Many of you may remember back in the day when we held a competition called IronFlash. The idea was to give a group of teams an afternoon to come up with the coolest thing they could in Flash. They were allowed to bring in media assets acquired the day before. Each year we ran this, more and more teams weren't able to get a project running before time was up. This problem corresponded directly to the increased complexity of Flash over time. The release of AS3 essentially killed this event and many others like it. 

At our FlashinTO user group meetings during the Flash 6 days, it was common to have a group of people sitting around trying out code ideas and working together to build a project. This doesn't happen any more. Now we see a divide between "those who can code" and "those who want to be able to code", where the latter are not confident enough in their skills to even think about public coding.

The Flash crew at Adobe have acknowledge this divide. The Flash community is split between the uber coder and the dabbler, the enterprise developer and the banner designer. There are also lots of people somewhere in between. This is a challenge that Adobe needs to resolve.

In the meantime, Ted Patrick has just released two libraries that help achieve this simplification. Of course in his comments some have made it clear that they think these libraries are a bad idea for numerous coder-centric reasons. But I can see how these would be great for many of the developers I encounter on a regular basis.

Tubes is a simple messaging system for targeting instance names or broadcasting messages to all listeners in the application. The most interesting project however is FDOT. Ted has gathered a bunch of great projects into the FDOT library and then put simple wrappers around those. An example given is:

Load.json( 'test.json' , load , { method:'post', data:{ a:1 } } );

This loads a json file, defines a callback handler and sets the parameters. Super easy. You can also do load.text, load.swf, load.image, etc. They all work the same way.

I really hope this ideal of simplicity continues to push through Adobe. I love AS3 and I think the deep capabilities it gives to developers are awesome. But I also miss the days when someone could pick up programming in Flash in a few days or weeks vs a few months or years. Flash needs to be both of these things. I think Ted is on the right path here and I expect to see good things in the future as a result.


- **What the exercise asks**: Repeat every record word for word and omit the images.

Records from a dataset
+ + + + + + +

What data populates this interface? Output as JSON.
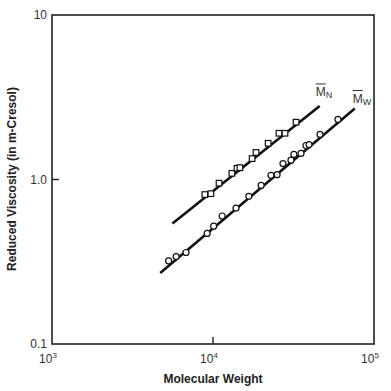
{
  "chart_data": {
    "type": "scatter",
    "title": "",
    "xlabel": "Molecular Weight",
    "ylabel": "Reduced Viscosity (in m-Cresol)",
    "xscale": "log",
    "yscale": "log",
    "xlim": [
      1000,
      100000
    ],
    "ylim": [
      0.1,
      10
    ],
    "x_ticks": [
      {
        "value": 1000,
        "base": "10",
        "exp": "3"
      },
      {
        "value": 10000,
        "base": "10",
        "exp": "4"
      },
      {
        "value": 100000,
        "base": "10",
        "exp": "5"
      }
    ],
    "y_ticks": [
      {
        "value": 10,
        "label": "10"
      },
      {
        "value": 1,
        "label": "1.0"
      },
      {
        "value": 0.1,
        "label": "0.1"
      }
    ],
    "grid": false,
    "legend": "inline labels at line ends",
    "series": [
      {
        "name": "M̄N",
        "label_main": "M",
        "label_sub": "N",
        "marker": "square",
        "fit_line": {
          "x": [
            5600,
            46000
          ],
          "y": [
            0.54,
            2.8
          ]
        },
        "x": [
          8900,
          9700,
          10900,
          13100,
          14100,
          14700,
          17500,
          18500,
          22000,
          25700,
          28000,
          32800
        ],
        "y": [
          0.81,
          0.82,
          0.95,
          1.09,
          1.17,
          1.18,
          1.34,
          1.46,
          1.66,
          1.91,
          1.91,
          2.23
        ]
      },
      {
        "name": "M̄W",
        "label_main": "M",
        "label_sub": "W",
        "marker": "circle",
        "fit_line": {
          "x": [
            4700,
            76000
          ],
          "y": [
            0.27,
            2.7
          ]
        },
        "x": [
          5300,
          5900,
          6800,
          9200,
          10100,
          11400,
          13900,
          16700,
          19900,
          22900,
          25000,
          27200,
          30500,
          31800,
          35200,
          37800,
          39500,
          46200,
          59700
        ],
        "y": [
          0.32,
          0.34,
          0.36,
          0.47,
          0.52,
          0.6,
          0.67,
          0.79,
          0.92,
          1.06,
          1.07,
          1.25,
          1.31,
          1.42,
          1.44,
          1.61,
          1.63,
          1.88,
          2.32
        ]
      }
    ]
  },
  "axis": {
    "x_title": "Molecular Weight",
    "y_title": "Reduced Viscosity (in m-Cresol)"
  }
}
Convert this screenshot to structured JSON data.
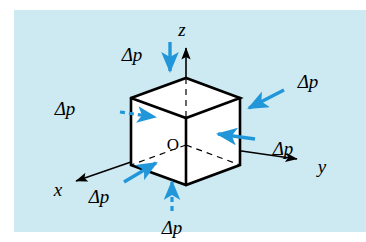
{
  "figure": {
    "title": "Pressure difference acting on a cubic fluid element",
    "background_color": "#cdeaf2",
    "page_color": "#ffffff",
    "edge_color": "#000000",
    "face_color": "#ffffff",
    "arrow_color": "#2196d9",
    "axis_color": "#000000",
    "origin_label": "O"
  },
  "axes": [
    {
      "id": "x",
      "label": "x",
      "label_x": 60,
      "label_y": 193,
      "direction": "down-left",
      "from": [
        186,
        143
      ],
      "to": [
        70,
        182
      ]
    },
    {
      "id": "y",
      "label": "y",
      "label_x": 320,
      "label_y": 168,
      "direction": "down-right",
      "from": [
        186,
        143
      ],
      "to": [
        303,
        160
      ]
    },
    {
      "id": "z",
      "label": "z",
      "label_x": 183,
      "label_y": 34,
      "direction": "up",
      "from": [
        186,
        143
      ],
      "to": [
        186,
        43
      ]
    }
  ],
  "cube": {
    "vertices": {
      "top_back": [
        186,
        78
      ],
      "top_left": [
        131,
        98
      ],
      "top_front": [
        186,
        118
      ],
      "top_right": [
        240,
        98
      ],
      "bottom_left": [
        131,
        165
      ],
      "bottom_front": [
        186,
        185
      ],
      "bottom_right": [
        240,
        165
      ],
      "bottom_back_hidden": [
        186,
        145
      ]
    },
    "hidden_edges": "dashed"
  },
  "pressure_arrows": [
    {
      "id": "top",
      "label": "Δp",
      "label_x": 131,
      "label_y": 55,
      "face": "top",
      "style": "solid",
      "direction": "down",
      "from": [
        170,
        42
      ],
      "to": [
        170,
        73
      ]
    },
    {
      "id": "bottom",
      "label": "Δp",
      "label_x": 171,
      "label_y": 230,
      "face": "bottom",
      "style": "dashed",
      "direction": "up",
      "from": [
        172,
        212
      ],
      "to": [
        172,
        180
      ]
    },
    {
      "id": "left",
      "label": "Δp",
      "label_x": 63,
      "label_y": 109,
      "face": "back-left (hidden)",
      "style": "dashed",
      "direction": "right",
      "from": [
        120,
        113
      ],
      "to": [
        160,
        118
      ]
    },
    {
      "id": "right",
      "label": "Δp",
      "label_x": 262,
      "label_y": 152,
      "face": "right",
      "style": "solid",
      "direction": "left",
      "from": [
        253,
        139
      ],
      "to": [
        214,
        134
      ]
    },
    {
      "id": "upper-right",
      "label": "Δp",
      "label_x": 290,
      "label_y": 84,
      "face": "right-top",
      "style": "solid",
      "direction": "down-left",
      "from": [
        281,
        93
      ],
      "to": [
        246,
        110
      ]
    },
    {
      "id": "lower-left",
      "label": "Δp",
      "label_x": 95,
      "label_y": 198,
      "face": "front-left",
      "style": "solid",
      "direction": "up-right",
      "from": [
        125,
        180
      ],
      "to": [
        158,
        162
      ]
    }
  ]
}
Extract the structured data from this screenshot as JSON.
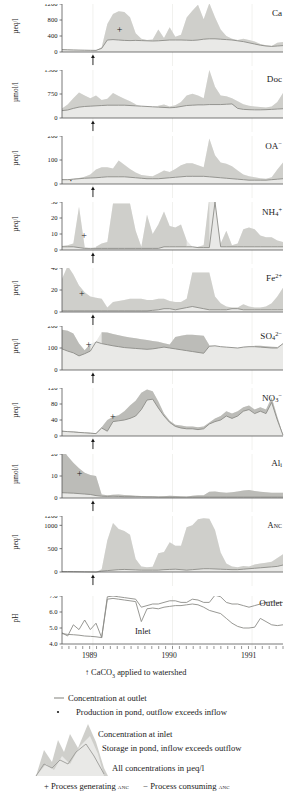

+ + + + + + +

- **Answer section**:
What data populates this interface? Output as JSON.
{
  "chart_data": {
    "type": "scatter",
    "title": "",
    "xlabel": "Molecular Weight",
    "ylabel": "Reduced Viscosity (in m-Cresol)",
    "xscale": "log",
    "yscale": "log",
    "xlim": [
      1000,
      100000
    ],
    "ylim": [
      0.1,
      10
    ],
    "x_ticks": [
      {
        "value": 1000,
        "base": "10",
        "exp": "3"
      },
      {
        "value": 10000,
        "base": "10",
        "exp": "4"
      },
      {
        "value": 100000,
        "base": "10",
        "exp": "5"
      }
    ],
    "y_ticks": [
      {
        "value": 10,
        "label": "10"
      },
      {
        "value": 1,
        "label": "1.0"
      },
      {
        "value": 0.1,
        "label": "0.1"
      }
    ],
    "grid": false,
    "legend": "inline labels at line ends",
    "series": [
      {
        "name": "M̄N",
        "label_main": "M",
        "label_sub": "N",
        "marker": "square",
        "fit_line": {
          "x": [
            5600,
            46000
          ],
          "y": [
            0.54,
            2.8
          ]
        },
        "x": [
          8900,
          9700,
          10900,
          13100,
          14100,
          14700,
          17500,
          18500,
          22000,
          25700,
          28000,
          32800
        ],
        "y": [
          0.81,
          0.82,
          0.95,
          1.09,
          1.17,
          1.18,
          1.34,
          1.46,
          1.66,
          1.91,
          1.91,
          2.23
        ]
      },
      {
        "name": "M̄W",
        "label_main": "M",
        "label_sub": "W",
        "marker": "circle",
        "fit_line": {
          "x": [
            4700,
            76000
          ],
          "y": [
            0.27,
            2.7
          ]
        },
        "x": [
          5300,
          5900,
          6800,
          9200,
          10100,
          11400,
          13900,
          16700,
          19900,
          22900,
          25000,
          27200,
          30500,
          31800,
          35200,
          37800,
          39500,
          46200,
          59700
        ],
        "y": [
          0.32,
          0.34,
          0.36,
          0.47,
          0.52,
          0.6,
          0.67,
          0.79,
          0.92,
          1.06,
          1.07,
          1.25,
          1.31,
          1.42,
          1.44,
          1.61,
          1.63,
          1.88,
          2.32
        ]
      }
    ]
  },
  "axis": {
    "x_title": "Molecular Weight",
    "y_title": "Reduced Viscosity (in m-Cresol)"
  }
}
Convert this screenshot to structured JSON data.
{
  "figure": {
    "title": "Pressure difference acting on a cubic fluid element",
    "background_color": "#cdeaf2",
    "page_color": "#ffffff",
    "edge_color": "#000000",
    "face_color": "#ffffff",
    "arrow_color": "#2196d9",
    "axis_color": "#000000",
    "origin_label": "O"
  },
  "axes": [
    {
      "id": "x",
      "label": "x",
      "label_x": 60,
      "label_y": 193,
      "direction": "down-left",
      "from": [
        186,
        143
      ],
      "to": [
        70,
        182
      ]
    },
    {
      "id": "y",
      "label": "y",
      "label_x": 320,
      "label_y": 168,
      "direction": "down-right",
      "from": [
        186,
        143
      ],
      "to": [
        303,
        160
      ]
    },
    {
      "id": "z",
      "label": "z",
      "label_x": 183,
      "label_y": 34,
      "direction": "up",
      "from": [
        186,
        143
      ],
      "to": [
        186,
        43
      ]
    }
  ],
  "cube": {
    "vertices": {
      "top_back": [
        186,
        78
      ],
      "top_left": [
        131,
        98
      ],
      "top_front": [
        186,
        118
      ],
      "top_right": [
        240,
        98
      ],
      "bottom_left": [
        131,
        165
      ],
      "bottom_front": [
        186,
        185
      ],
      "bottom_right": [
        240,
        165
      ],
      "bottom_back_hidden": [
        186,
        145
      ]
    },
    "hidden_edges": "dashed"
  },
  "pressure_arrows": [
    {
      "id": "top",
      "label": "Δp",
      "label_x": 131,
      "label_y": 55,
      "face": "top",
      "style": "solid",
      "direction": "down",
      "from": [
        170,
        42
      ],
      "to": [
        170,
        73
      ]
    },
    {
      "id": "bottom",
      "label": "Δp",
      "label_x": 171,
      "label_y": 230,
      "face": "bottom",
      "style": "dashed",
      "direction": "up",
      "from": [
        172,
        212
      ],
      "to": [
        172,
        180
      ]
    },
    {
      "id": "left",
      "label": "Δp",
      "label_x": 63,
      "label_y": 109,
      "face": "back-left (hidden)",
      "style": "dashed",
      "direction": "right",
      "from": [
        120,
        113
      ],
      "to": [
        160,
        118
      ]
    },
    {
      "id": "right",
      "label": "Δp",
      "label_x": 262,
      "label_y": 152,
      "face": "right",
      "style": "solid",
      "direction": "left",
      "from": [
        253,
        139
      ],
      "to": [
        214,
        134
      ]
    },
    {
      "id": "upper-right",
      "label": "Δp",
      "label_x": 290,
      "label_y": 84,
      "face": "right-top",
      "style": "solid",
      "direction": "down-left",
      "from": [
        281,
        93
      ],
      "to": [
        246,
        110
      ]
    },
    {
      "id": "lower-left",
      "label": "Δp",
      "label_x": 95,
      "label_y": 198,
      "face": "front-left",
      "style": "solid",
      "direction": "up-right",
      "from": [
        125,
        180
      ],
      "to": [
        158,
        162
      ]
    }
  ]
}
Extract the structured data from this screenshot as JSON.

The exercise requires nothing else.